While technical writers need good computer skills, they do not necessarily have to write about computers all their lives. "Technical" comes from the Greek techne, which simply means "skill".

Every profession has its own special specialized forms of writing. Police officers, lawyers and social workers all write specialized reports -- and someone has to learn, perform, critique, and teach each one. Every major politician hires staff members to design, administer, and analyze surveys -- and to write the secret reports that get leaked to reporters. Somebody has to design tax forms and the accompanying instruction books, assembly instructions for toys, and scripts for product demonstrations or multimedia presentations.

For a large project, a technical writer may work with a graphic designer, an interface designer, several computer programmers, and a staff of freelance writers to design a huge web site. For a small project, or for a small company, the tech writer may be expected to do all of the above, all alone.

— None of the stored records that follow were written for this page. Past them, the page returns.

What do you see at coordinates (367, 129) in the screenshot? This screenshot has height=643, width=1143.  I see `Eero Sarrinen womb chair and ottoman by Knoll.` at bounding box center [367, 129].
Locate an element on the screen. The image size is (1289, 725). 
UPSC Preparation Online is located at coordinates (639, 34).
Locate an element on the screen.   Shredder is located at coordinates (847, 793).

The first rule of technical writing is "know your audience." Writers who know their audiences well are in a position to suggest and implement solutions to problems that nobody else identifies.  Whenever one group of people has specialized knowledge that another group does not share, the technical writer serves as a go-between. But technical writers are not just translators, accepting wisdom from experts and passing it on unquestioningly; they also are in the business of generating truth, by choosing what gets written, and for whom, with the full knowledge that later readers will depend on the accuracy of what has been written. 

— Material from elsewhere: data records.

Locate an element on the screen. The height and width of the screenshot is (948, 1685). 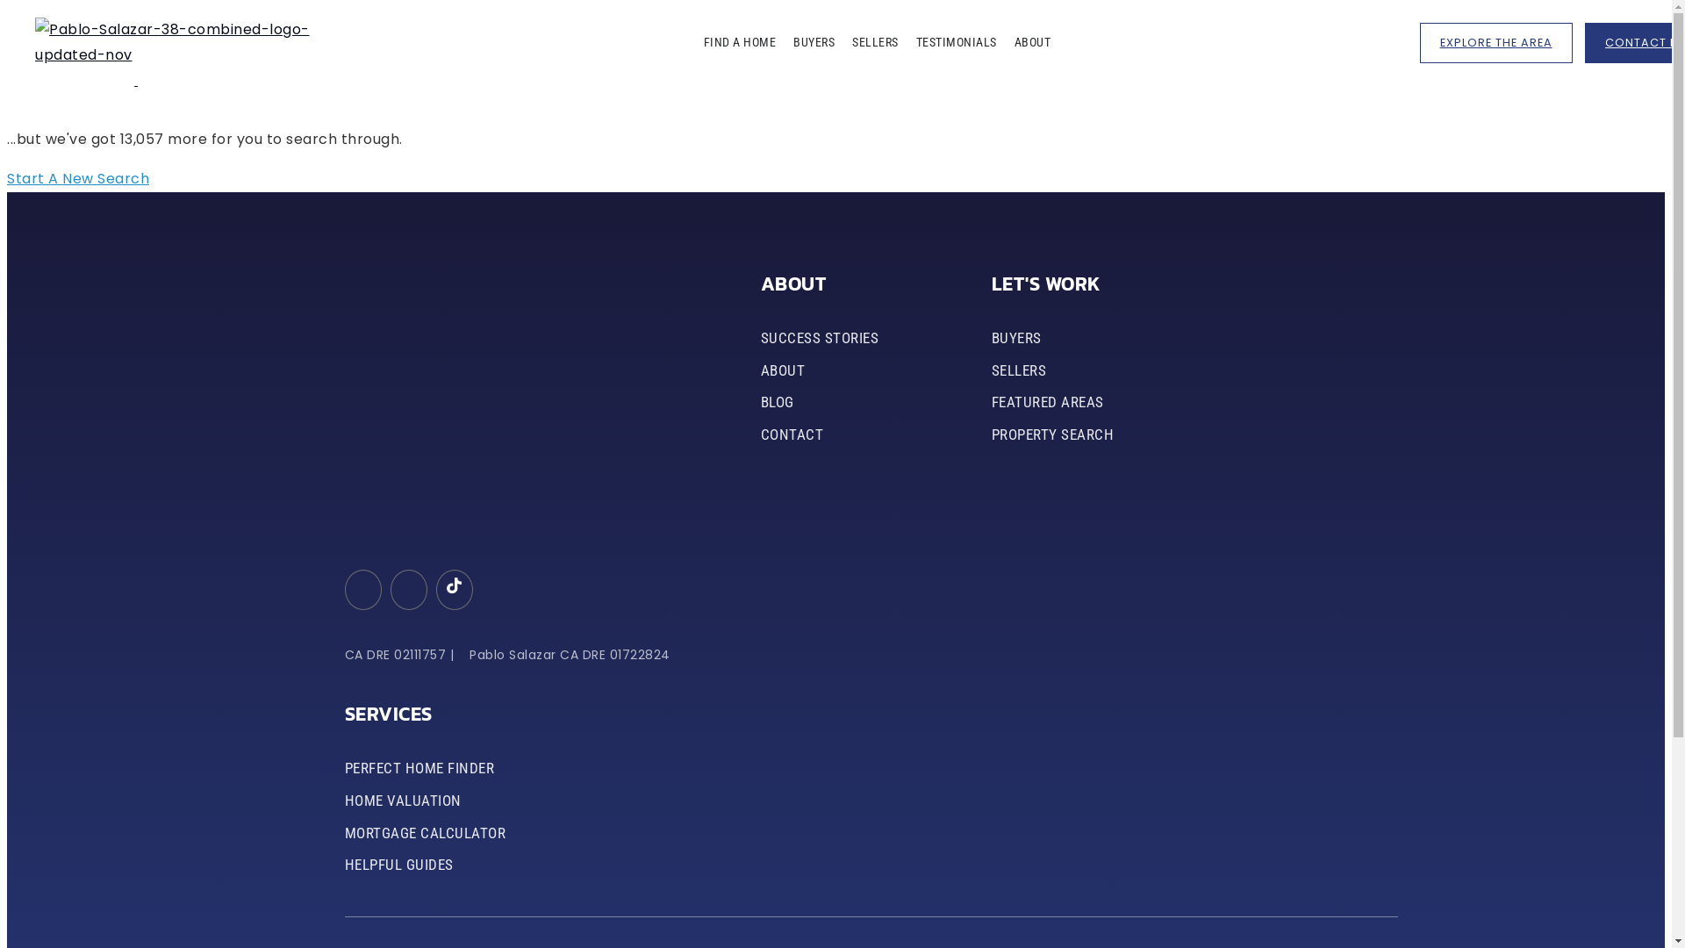
SELLERS is located at coordinates (876, 42).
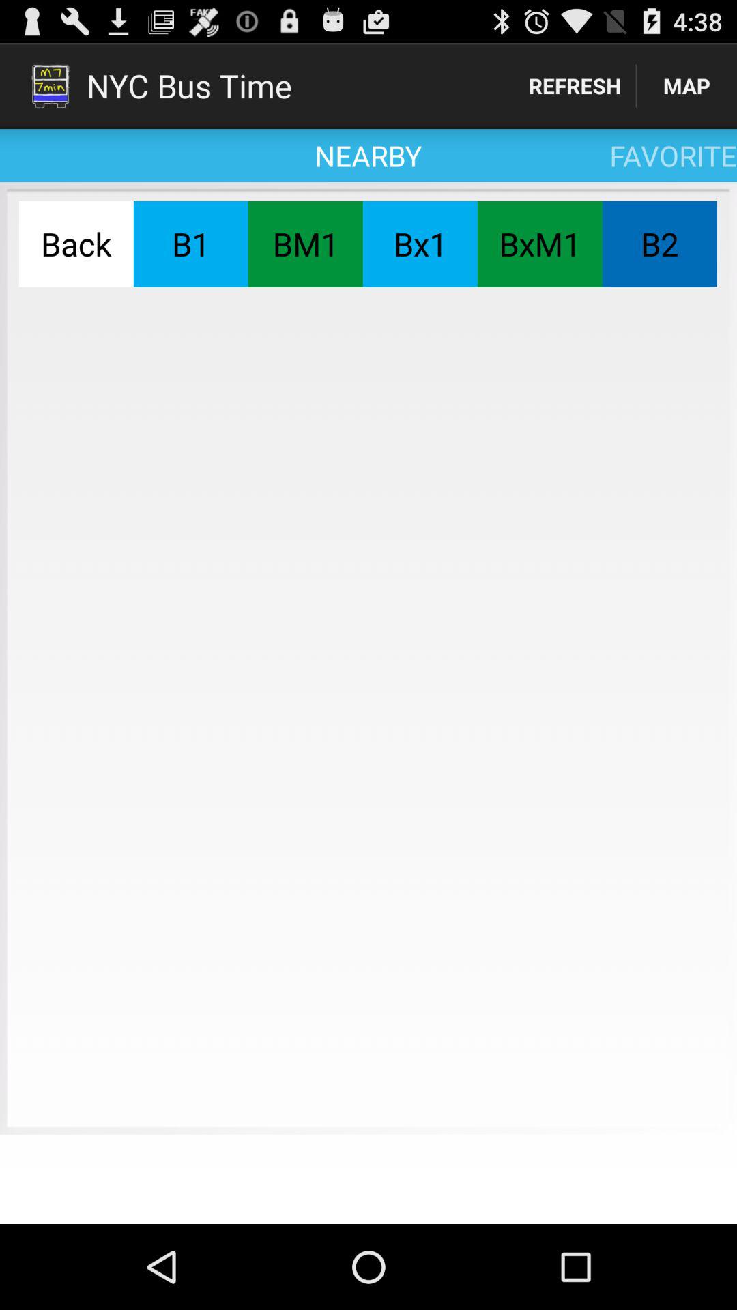 The image size is (737, 1310). I want to click on turn off the button to the left of the bx1, so click(305, 244).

Whoever writes the first draft sets the agenda.

  • Whenever I find myself writing the first draft of a collaborative document, about 80% of it gets published more or less as I drafted it. When other people show me their first drafts, I tend to change very little -- unless I really care about the topic, or I have a lot of time on my hands.
  • My sister is a computer programmer who, when she just started out, happened to distinguish herself by being very good at taking notes during meetings. Her colleagues began stapling her notes to the official minutes.  As a result, she was in a key position to resolve disputes about what did or didn't happen at a particular meeting, or to offer opinions about how a particular project was progressing. (These are the skills that enable employees to move out of the cubicles and into the offices with windows.)
  • On the web, where the most senior people in an organization typically spend the least time on the Internet, younger webmasters can have a disproportionately large effect on the way the world perceives the organization.
  • The web is mostly words. See: How Users Read on the Web.

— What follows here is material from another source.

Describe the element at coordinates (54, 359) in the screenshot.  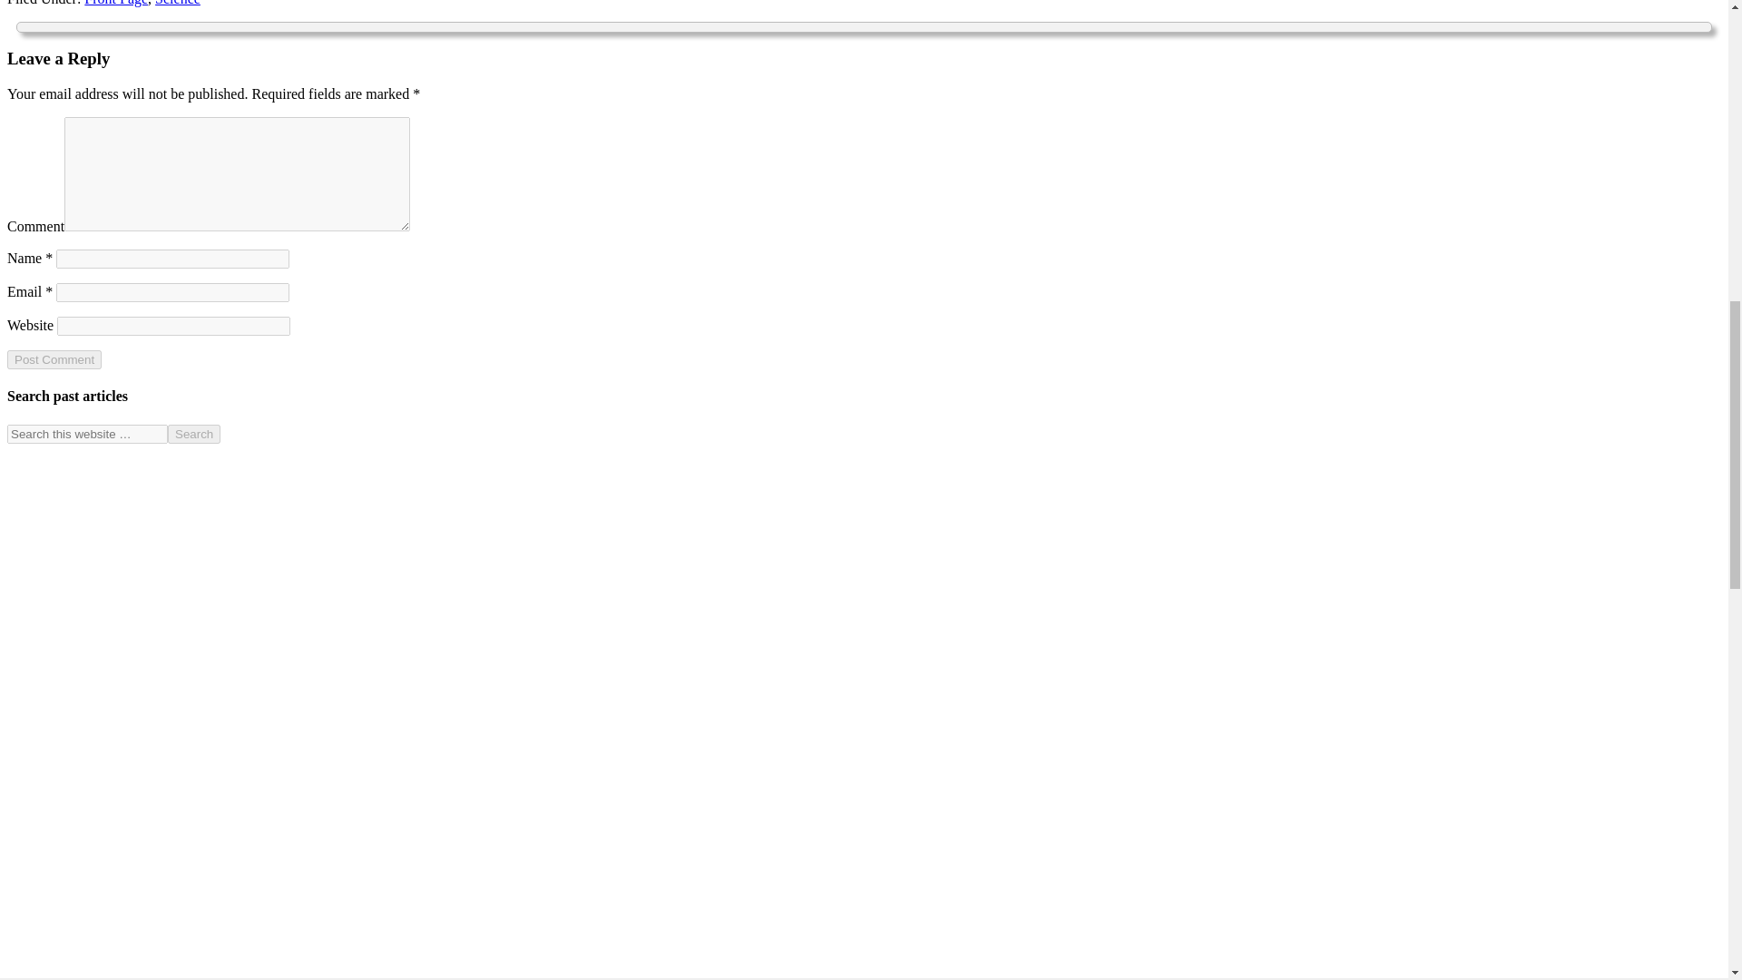
I see `Post Comment` at that location.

Technical editing may involve working with brilliant researchers and scientists, who may be world-class experts in fluid dynamics or swine reproduction, but who may not know a paragraph from a participle. Some of these will be eternally grateful for your help, and others may resent your interference.

Good technical writers are also good teachers. They excel at explaining difficult concepts for readers who will have no time to read twice. Technical writers have an excellent eye for detail. They know punctuation, syntax, and style, and they can explain these rules to authors who need to know why their drafts need to be changed.

Although they typically work on their own for much of the time, they also know how to coordinate the collaborative work of graphic artists, programmers, marketers, printers, webmasters, and the various "subject matter experts" (SMEs), who know all the answers but have never bothered to write them down anywhere.